A year of Poverty, Painting and Food: Twelve years in catering over, my aim is to paint full time. Stu, my other half, is stuck as a chef feeding the x-thousand over an Edinburgh winter. His cooking tips and budgeting are propelling us through the year on a tenner a day, while I paint.. No comparison to Pablo's talent; I have just named my blog after the Paris studio where he suffered the twin purgatory of poverty and artistic ambition on the cusp.. I am emerging!

Saturday, 16 October 2010

Frames in the kitchen

Okay; this is going to be kind of bad timing; I'm in the living room trying to blog and Stu is in the kitchen painting frames. In between us is the radio playing an interview on Plantet Rock (house soundtrack courtesy of Stu) with Ian Rankin. So... I can't concentrate as I'm listening to Mr Rebus and Stu's commentary on the interview, one in each ear.
Been a good day on the art front; I spent the morning finishing a painting in the studio - after breakfast in bed prepared by the invalid I am meant to be looking after - which is kind of the last of the angel series. There is one small one to do which I started later, but this morning's saw me basically come full circle. When I happened upon the Ritchie Collins gallery back in the spring my first exhibits were for the Leith Festival, so I did a piece called 'The Harbour Arms', which was based on the idea of the guardian angel of the waters holding boats in her arms. The first piece was just that; angel holding boats. What I really envisaged was 'angel as harbour' with her arms forming the walls and big hands joined against the forces of nature without. Quite a few months and many angels later, I now have two versions of the harbour angel, with this latest probably the closest to my mental image. As I write this though I am thinking how cool it would be to do a purely monotone, drawn version; really stony and solid. Maybe I am not as close to completion as I thought... This 'last' one I have called 'Small Blue Haven' and she has the biggest hands - I was going to say 'ever' but then, with the last sentence in mind, who knows. I had already used up the title 'Angel Haven' which is also the title for the forthcoming show, on the previous incarnation, which is a little brighter due to the fact that I had just been reading about the Ballet Russe designs and so had a lot of pattern and turbans (?!) in my head.
Stu has been reworking the ideas we had for the frames as he goes along; different brushes, rollers, grades of sandpaper and wire wool... Briwax... it is all very satisfying and all the more so as I don't have to participate apart from pointing and suggesting. The first two big ones done are lovely and 'battered' but polished to hell and back, so there is a great contrast between the distressed state of the paint and the loving polish applied. Part way through I realised that what they remind me of a lot is the old much-used guitars of Jimi Hendrix and the like, where layers of paint and polish have been gradually demolished by years of play leaving bare wood in places and various graduations of colour elsewhere. Makes sense when Stu is a bit of a guitar geek too.
I am going to sorely miss this little workshop world we have been in for the last few days; I can't wait until this becomes the norm. without any annoying cashdayjobs to get in the way. I'm quite confident that we will work well as a creative duo - nay, magnificently! It's awesome getting to consult on the frames for each painting layer by layer, sand by sand; we hope to offer this kind of service to other artists as well as myself in the long run which is, I think, pretty rare.

Frames in the kitchen, paintings to the left, here I am, stuck in the middle with you.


→ **Instructions to follow**
For each entry below, copy the text exactly and leave out any picture.

── Provided information

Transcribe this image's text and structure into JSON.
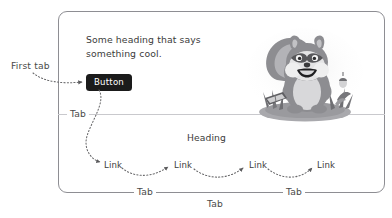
{
  "page": {
    "frame_color": "#8e8e93",
    "divider_color": "#c9c9cd",
    "background": "#ffffff",
    "annotation_color": "#4a4a4a",
    "text_color": "#3b3b3b"
  },
  "hero": {
    "heading": "Some heading that says something cool.",
    "button_label": "Button",
    "button_bg": "#1b1b1b",
    "button_text_color": "#ffffff"
  },
  "illustration": {
    "name": "squirrel-mascot",
    "description": "grayscale cartoon squirrel sitting on a mound holding an open book",
    "palette": {
      "dark": "#6f6f72",
      "mid": "#9a9a9d",
      "light": "#c6c6c8",
      "pale": "#e2e2e3",
      "outline": "#4a4a4c"
    }
  },
  "content": {
    "section_heading": "Heading",
    "links": [
      {
        "label": "Link"
      },
      {
        "label": "Link"
      },
      {
        "label": "Link"
      },
      {
        "label": "Link"
      }
    ]
  },
  "annotations": {
    "first_tab": "First tab",
    "tab_divider": "Tab",
    "tab_bottom_left": "Tab",
    "tab_bottom_right": "Tab",
    "tab_outside": "Tab"
  }
}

────

→ **Task response**
Transcribe this image's text and structure into JSON.
{
  "page": {
    "frame_color": "#8e8e93",
    "divider_color": "#c9c9cd",
    "background": "#ffffff",
    "annotation_color": "#4a4a4a",
    "text_color": "#3b3b3b"
  },
  "hero": {
    "heading": "Some heading that says something cool.",
    "button_label": "Button",
    "button_bg": "#1b1b1b",
    "button_text_color": "#ffffff"
  },
  "illustration": {
    "name": "squirrel-mascot",
    "description": "grayscale cartoon squirrel sitting on a mound holding an open book",
    "palette": {
      "dark": "#6f6f72",
      "mid": "#9a9a9d",
      "light": "#c6c6c8",
      "pale": "#e2e2e3",
      "outline": "#4a4a4c"
    }
  },
  "content": {
    "section_heading": "Heading",
    "links": [
      {
        "label": "Link"
      },
      {
        "label": "Link"
      },
      {
        "label": "Link"
      },
      {
        "label": "Link"
      }
    ]
  },
  "annotations": {
    "first_tab": "First tab",
    "tab_divider": "Tab",
    "tab_bottom_left": "Tab",
    "tab_bottom_right": "Tab",
    "tab_outside": "Tab"
  }
}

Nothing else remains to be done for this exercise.